Iranian national heritage has been suffering for the past 28 years, as the result of regime's policy of de-Iranianization of the country. The detestation towards anything Iranian by the regime, has either endangered, damaged or even destroyed prominently Pre-Islamic sites. In recent years the Islamic government has commissioned the construction of over 80 dams, in which all of them has been built, or going to be built over the pre-Islamic sites; the most infamous one is the Sivand dam.
Sivand
dam project has been one of the most condemned projects in post-revolution Iran
due to its' immense threat to Iranian cultural heritage.

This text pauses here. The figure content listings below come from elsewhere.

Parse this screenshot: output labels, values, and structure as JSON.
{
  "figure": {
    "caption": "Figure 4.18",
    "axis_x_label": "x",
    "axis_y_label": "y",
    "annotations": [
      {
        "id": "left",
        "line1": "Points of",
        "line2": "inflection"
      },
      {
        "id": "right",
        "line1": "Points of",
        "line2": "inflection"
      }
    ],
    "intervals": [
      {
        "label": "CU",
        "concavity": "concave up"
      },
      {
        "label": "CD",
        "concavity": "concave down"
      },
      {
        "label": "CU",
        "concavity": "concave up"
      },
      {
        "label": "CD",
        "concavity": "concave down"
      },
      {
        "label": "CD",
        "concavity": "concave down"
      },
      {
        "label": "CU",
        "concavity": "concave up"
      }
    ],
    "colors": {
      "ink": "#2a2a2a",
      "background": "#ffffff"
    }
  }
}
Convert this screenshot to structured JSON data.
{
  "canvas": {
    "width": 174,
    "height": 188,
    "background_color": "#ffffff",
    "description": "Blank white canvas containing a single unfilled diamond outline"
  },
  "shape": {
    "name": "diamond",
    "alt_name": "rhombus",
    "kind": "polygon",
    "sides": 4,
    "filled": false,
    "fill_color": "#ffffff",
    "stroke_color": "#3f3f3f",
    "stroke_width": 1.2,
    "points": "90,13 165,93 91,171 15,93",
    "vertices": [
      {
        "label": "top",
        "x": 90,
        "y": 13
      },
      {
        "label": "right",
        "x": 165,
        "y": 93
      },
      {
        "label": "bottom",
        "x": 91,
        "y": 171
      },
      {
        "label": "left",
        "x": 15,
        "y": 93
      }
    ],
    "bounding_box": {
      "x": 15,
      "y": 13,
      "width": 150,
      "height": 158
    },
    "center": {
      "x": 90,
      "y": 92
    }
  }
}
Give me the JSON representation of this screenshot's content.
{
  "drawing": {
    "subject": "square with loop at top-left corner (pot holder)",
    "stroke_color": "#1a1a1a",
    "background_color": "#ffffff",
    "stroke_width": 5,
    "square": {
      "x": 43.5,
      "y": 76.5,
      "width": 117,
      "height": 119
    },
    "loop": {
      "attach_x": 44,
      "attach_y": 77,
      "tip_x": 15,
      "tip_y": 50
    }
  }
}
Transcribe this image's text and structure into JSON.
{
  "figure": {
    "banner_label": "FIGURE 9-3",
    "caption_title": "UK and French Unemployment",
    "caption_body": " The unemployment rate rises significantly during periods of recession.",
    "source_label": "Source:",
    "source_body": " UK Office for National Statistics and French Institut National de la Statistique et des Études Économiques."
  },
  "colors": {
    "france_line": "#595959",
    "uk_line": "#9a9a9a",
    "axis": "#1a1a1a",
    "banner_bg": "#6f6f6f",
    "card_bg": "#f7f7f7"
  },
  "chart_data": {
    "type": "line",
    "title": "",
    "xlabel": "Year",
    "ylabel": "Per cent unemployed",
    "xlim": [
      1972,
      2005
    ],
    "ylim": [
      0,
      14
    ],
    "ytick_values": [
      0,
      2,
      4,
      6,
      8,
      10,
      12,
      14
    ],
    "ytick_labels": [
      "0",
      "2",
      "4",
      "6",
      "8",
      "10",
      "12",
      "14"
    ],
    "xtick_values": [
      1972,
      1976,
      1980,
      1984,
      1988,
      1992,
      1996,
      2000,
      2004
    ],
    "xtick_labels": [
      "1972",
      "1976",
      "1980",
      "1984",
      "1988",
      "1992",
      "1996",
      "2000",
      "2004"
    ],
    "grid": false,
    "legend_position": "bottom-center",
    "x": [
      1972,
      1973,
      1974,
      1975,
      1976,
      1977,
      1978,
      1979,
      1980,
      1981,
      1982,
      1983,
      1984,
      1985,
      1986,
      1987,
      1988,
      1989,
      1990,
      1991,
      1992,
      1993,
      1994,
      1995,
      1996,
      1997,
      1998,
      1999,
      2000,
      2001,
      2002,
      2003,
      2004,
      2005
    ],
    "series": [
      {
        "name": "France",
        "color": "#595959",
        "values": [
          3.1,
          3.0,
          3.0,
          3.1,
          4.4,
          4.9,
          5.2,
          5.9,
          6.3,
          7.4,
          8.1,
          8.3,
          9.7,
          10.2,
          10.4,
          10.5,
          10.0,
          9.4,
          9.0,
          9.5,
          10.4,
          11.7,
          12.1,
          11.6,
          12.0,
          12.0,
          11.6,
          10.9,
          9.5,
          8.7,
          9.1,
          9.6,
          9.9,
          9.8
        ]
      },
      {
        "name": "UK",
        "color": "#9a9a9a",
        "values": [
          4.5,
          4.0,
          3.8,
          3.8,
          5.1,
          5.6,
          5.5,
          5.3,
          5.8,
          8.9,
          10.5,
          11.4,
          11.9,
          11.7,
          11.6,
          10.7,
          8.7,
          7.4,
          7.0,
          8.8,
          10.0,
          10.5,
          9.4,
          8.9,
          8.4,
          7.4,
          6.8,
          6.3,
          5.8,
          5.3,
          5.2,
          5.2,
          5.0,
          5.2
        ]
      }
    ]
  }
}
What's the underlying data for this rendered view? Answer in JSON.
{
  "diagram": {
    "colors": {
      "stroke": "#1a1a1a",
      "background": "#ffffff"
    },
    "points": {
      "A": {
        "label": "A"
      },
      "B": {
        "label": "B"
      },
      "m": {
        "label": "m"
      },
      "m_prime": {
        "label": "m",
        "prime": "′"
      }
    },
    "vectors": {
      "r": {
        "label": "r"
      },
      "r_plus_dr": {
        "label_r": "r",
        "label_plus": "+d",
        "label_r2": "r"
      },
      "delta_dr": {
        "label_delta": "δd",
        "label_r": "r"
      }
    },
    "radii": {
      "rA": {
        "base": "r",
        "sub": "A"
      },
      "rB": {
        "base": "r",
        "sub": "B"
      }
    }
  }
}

Most Iranians are
furious about the construction of the dam and argue that there is no objective
in the world worthy to justify the construction of a dam, so close to
Pasargadae.
More than 130 historic sites, large numbers of clay vessels, human skeletons and other evidence of human settlement dated as far back as the eighth millennium BCE, 6000-year-old clay kilns, and most strikingly, the palace of the Achaemenid Emperor, Darius the Great (549-486 BCE) have so far been discovered at the historic site of Bolaghi Valley during an international attempt to save as much as possible the historic evidence of this area before being engulfed by the reservoir of Sivand Dam.
The perimeters of the future artificial lake behind the dam at its largest reach is 7 kilometres from Pasargadae site and 9 kilometres from Cyrus the Great’ Tomb located 45 meter above water level after inundation; -Persepolis is ten times farther than Pasargadae which is located 70 kilometres from the lake. Therefore, there are no direct threats to these two historical sites from submersion aspect of Dam’s inundation.
Nevertheless,
the catastrophe for Iranian heritage is that after the dam reservoir is filed,
the Bolaghi Valley which contains well over 130 ancient settlements from
pre-Historic to Sasanian dynastic era (224-651 CE) will be submerged including a section of
the Achaemenid Imperial’s Road (Rāh-e Šāhī).